8. Kaleiçi (Antalya)

If your idea of romance relies on an injection of history and culture, then a stay in Kaleiçi, the old part of Antalya above the harbour, might fit the bill. Pick where you stay carefully – the quieter, classier hotels are those located farther from the harbour, close to Memerli Parki. Not only is there a lot to see and do inside Kaleici itself, but you’re also within a tram ride of the Antalya Museum, one of the best in the country. What’s more, it’s easy to organise excursions to all sorts of Roman ruins in the surrounding area. The most stirring?
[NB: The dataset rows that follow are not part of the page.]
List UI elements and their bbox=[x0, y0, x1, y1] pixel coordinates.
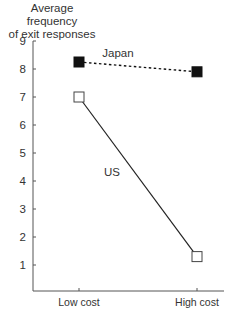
series-line-us bbox=[79, 97, 197, 257]
y-tick-label: 9 bbox=[20, 35, 26, 47]
filled-square-marker-icon bbox=[192, 67, 202, 77]
series-label-us: US bbox=[104, 166, 120, 178]
y-tick-label: 3 bbox=[20, 203, 26, 215]
y-tick-label: 4 bbox=[20, 175, 27, 187]
filled-square-marker-icon bbox=[74, 57, 84, 67]
x-tick-label: High cost bbox=[175, 296, 219, 308]
series-line-japan bbox=[79, 62, 197, 72]
y-tick-label: 1 bbox=[20, 259, 26, 271]
y-tick-label: 5 bbox=[20, 147, 26, 159]
y-tick-label: 6 bbox=[20, 119, 26, 131]
y-tick-label: 7 bbox=[20, 91, 26, 103]
series-label-japan: Japan bbox=[102, 47, 133, 59]
line-chart: 123456789Low costHigh cost JapanUS bbox=[0, 0, 235, 318]
y-tick-label: 2 bbox=[20, 231, 26, 243]
y-tick-label: 8 bbox=[20, 63, 26, 75]
open-square-marker-icon bbox=[74, 92, 84, 102]
series-layer: JapanUS bbox=[74, 47, 202, 262]
open-square-marker-icon bbox=[192, 252, 202, 262]
x-tick-label: Low cost bbox=[58, 296, 100, 308]
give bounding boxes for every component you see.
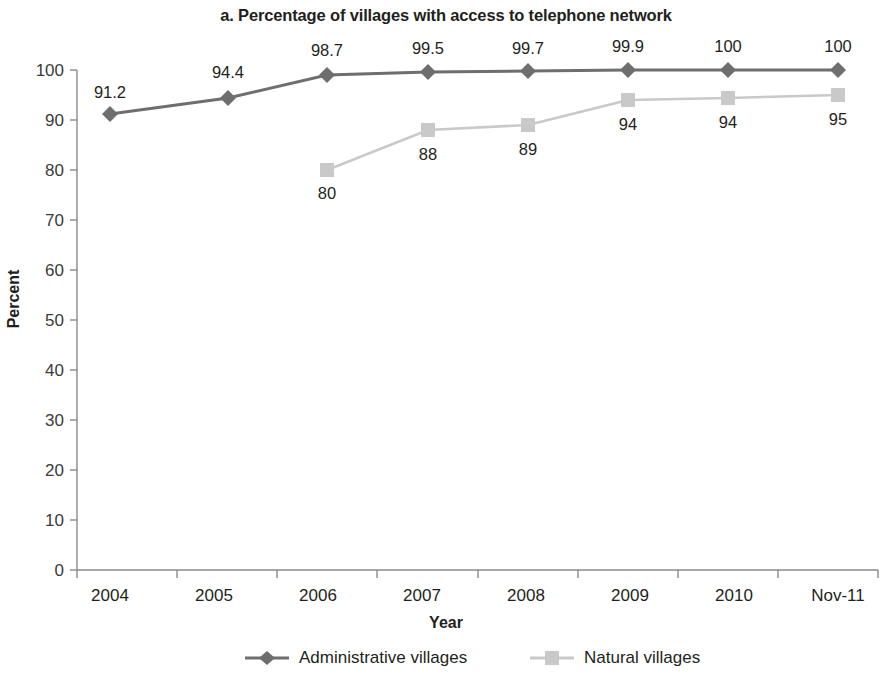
data-label-natural-nov-11: 95 — [803, 111, 873, 128]
data-label-admin-2007: 99.5 — [393, 40, 463, 57]
data-label-admin-2004: 91.2 — [75, 84, 145, 101]
data-label-admin-nov-11: 100 — [803, 38, 873, 55]
square-marker-icon — [528, 649, 576, 667]
data-point-marker — [420, 64, 436, 80]
data-point-marker — [421, 123, 435, 137]
data-point-marker — [720, 62, 736, 78]
data-point-marker — [220, 90, 236, 106]
chart-figure: a. Percentage of villages with access to… — [0, 0, 892, 680]
data-point-marker — [620, 62, 636, 78]
data-point-marker — [721, 91, 735, 105]
data-label-natural-2010: 94 — [693, 114, 763, 131]
data-label-natural-2009: 94 — [593, 116, 663, 133]
x-axis — [77, 570, 878, 578]
legend-item-administrative-villages[interactable]: Administrative villages — [243, 648, 467, 668]
legend-label-natural-villages: Natural villages — [584, 648, 700, 668]
data-point-marker — [621, 93, 635, 107]
y-axis — [70, 70, 77, 570]
data-point-marker — [830, 62, 846, 78]
diamond-marker-icon — [243, 649, 291, 667]
data-label-admin-2008: 99.7 — [493, 40, 563, 57]
chart-legend: Administrative villages Natural villages — [0, 648, 892, 678]
data-label-admin-2006: 98.7 — [292, 42, 362, 59]
data-label-admin-2009: 99.9 — [593, 38, 663, 55]
series-natural-villages — [320, 88, 845, 177]
data-point-marker — [520, 63, 536, 79]
data-label-admin-2005: 94.4 — [193, 64, 263, 81]
data-label-natural-2008: 89 — [493, 141, 563, 158]
plot-area — [0, 0, 892, 680]
data-label-natural-2007: 88 — [393, 146, 463, 163]
data-point-marker — [102, 106, 118, 122]
data-point-marker — [521, 118, 535, 132]
data-point-marker — [320, 163, 334, 177]
data-point-marker — [831, 88, 845, 102]
legend-label-administrative-villages: Administrative villages — [299, 648, 467, 668]
data-point-marker — [319, 67, 335, 83]
legend-item-natural-villages[interactable]: Natural villages — [528, 648, 700, 668]
data-label-admin-2010: 100 — [693, 38, 763, 55]
data-label-natural-2006: 80 — [292, 185, 362, 202]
Termessos to the north and Phaselis to the west.

Antalya

9. Cappadocia

The only thing crazier than Cappadocia’s rock formations are the many uses to which the locals have put the caves – frescoed churches, private homes, wineries, even complete underground cities. Once famed for its backpacker pensions, Cappadocia, in the heartland of Anatolia, now has more boutique hotels than anywhere in the country outside of Istanbul and Bodrum. Most are inside cave complexes, allowing you to play at being a troglodyte for a day. For those of a more romantic bent, bathing in a cave-cut hamam rates pretty highly, too.

Cappadocia-Turkey

10. Mardin

Of all the once-troubled towns in the east to have emerged into the glare of tourism recently, Mardin – with its honey-coloured houses tumbling down the hillside – has to be the finest. The market has an authentic buzz, there are old churches and medreses tucked down the back streets, and there’s even gourmet food to be had at the lovely Cercis Murat Konagi. Be sure to book ahead, as accommodation can be scarce. One for adventurous amour-seekers.